If you run your own photo library, you already know the drill: the timeline is only as good as the metadata inside each file. Snapchat's export has none, so dropping it into Immich straight from the ZIP gives you a wall of photos all dated import day with no location. Here is how to do it right.

The principle: embed first, import second

Immich reads the capture date, GPS and other details from the EXIF and QuickTime metadata embedded in each photo and video. Snapchat strips that out (here is why), so the job is to write it back in before Immich ever sees the files. SnapRescue does exactly that: it reads the hidden memories_history file, embeds the real capture date, GPS and merged captions into each file, and writes everything to dated folders.

Option A: regular upload

Run your export through SnapRescue, then add the rescued folders to Immich however you normally do, the mobile app, the web uploader, or the immich-cli for bulk uploads from a server. Because the date and GPS are embedded in each file, Immich files them on the correct day and shows them on the map automatically. Nothing else to configure.
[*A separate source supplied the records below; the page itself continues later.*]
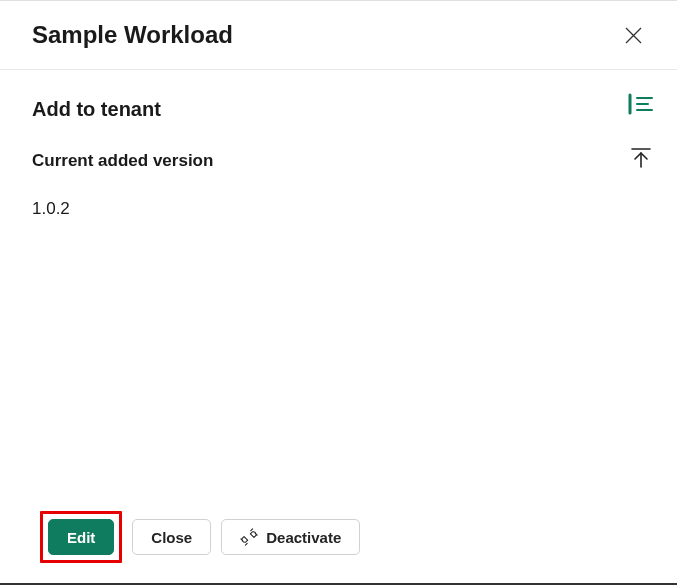  I want to click on panel-header: Sample Workload, so click(338, 36).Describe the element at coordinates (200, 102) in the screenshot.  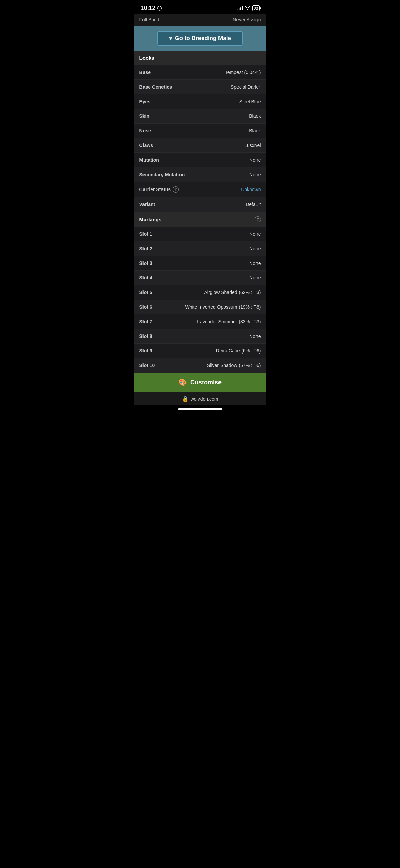
I see `table-row: EyesSteel Blue` at that location.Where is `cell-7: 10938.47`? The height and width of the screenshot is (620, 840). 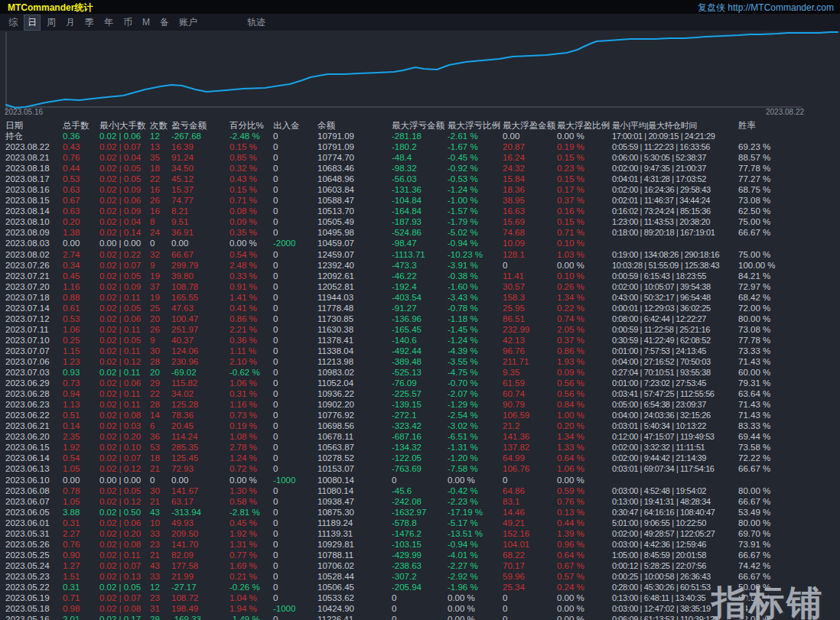 cell-7: 10938.47 is located at coordinates (355, 502).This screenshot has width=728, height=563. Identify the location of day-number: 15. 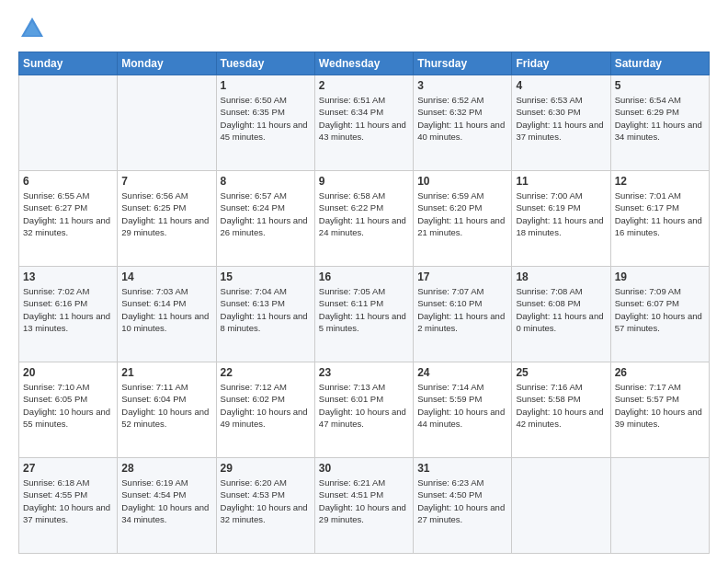
(266, 277). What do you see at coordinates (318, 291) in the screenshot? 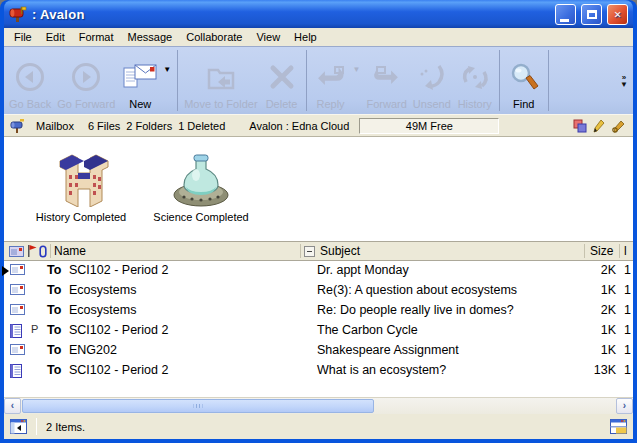
I see `list-item: To Ecosystems Re(3): A question about ec…` at bounding box center [318, 291].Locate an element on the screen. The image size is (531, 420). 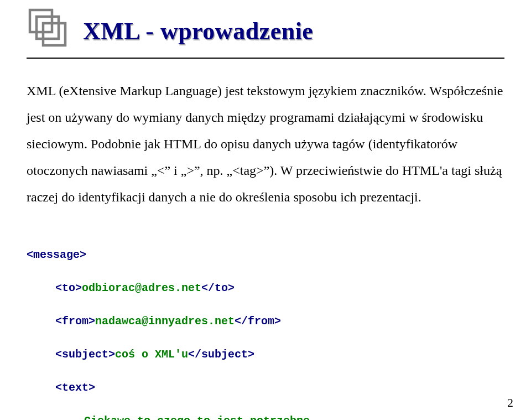
code-tag: <from> is located at coordinates (75, 321).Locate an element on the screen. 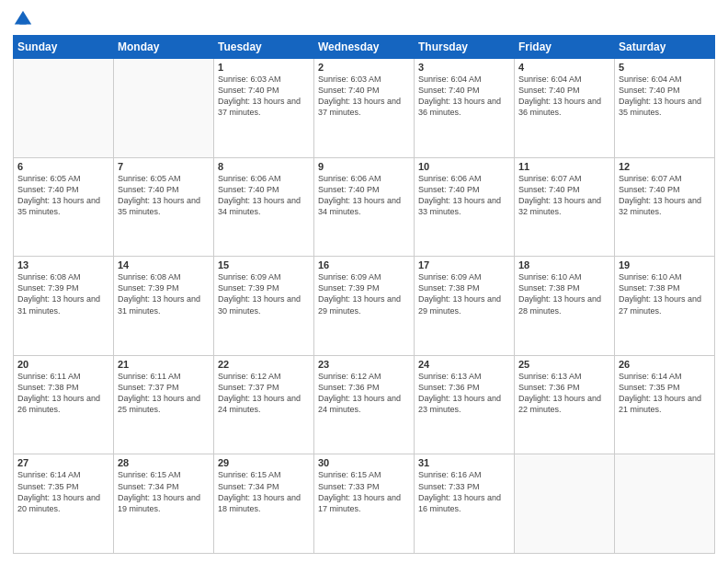  day-number: 19 is located at coordinates (665, 265).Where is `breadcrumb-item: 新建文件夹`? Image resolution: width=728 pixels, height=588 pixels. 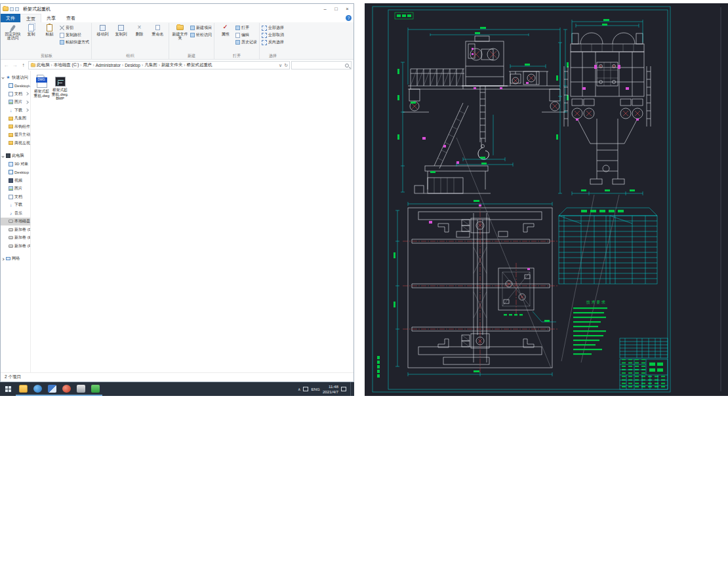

Bulk tip: for large libraries, immich-cli upload --recursive pointed at the rescued folders is the fastest path. The embedded metadata means you do not need any per-file date fixing afterward.

Option B: external library with XMP sidecars

If you use an Immich external library, where Immich scans a folder of originals without modifying them, turn on Also write XMP sidecar files in SnapRescue. It places a matching .xmp next to each photo and video holding the date, GPS and caption. Immich reads the sidecar alongside the original on scan, so you get correct metadata without altering the source files at all.

One thing to remember: an XMP sidecar is only ever read next to its photo or video. Keep each .xmp in the same folder as the file it belongs to, and do not upload sidecars on their own.

Works the same for Photoprism, Jellyfin and others

Anything that reads standard embedded EXIF and QuickTime metadata will pick these files up correctly, so the same rescued folders drop cleanly into Photoprism, Jellyfin, digiKam, or a plain dated folder structure on a NAS. The metadata travels inside the files, so it survives moves and re-imports.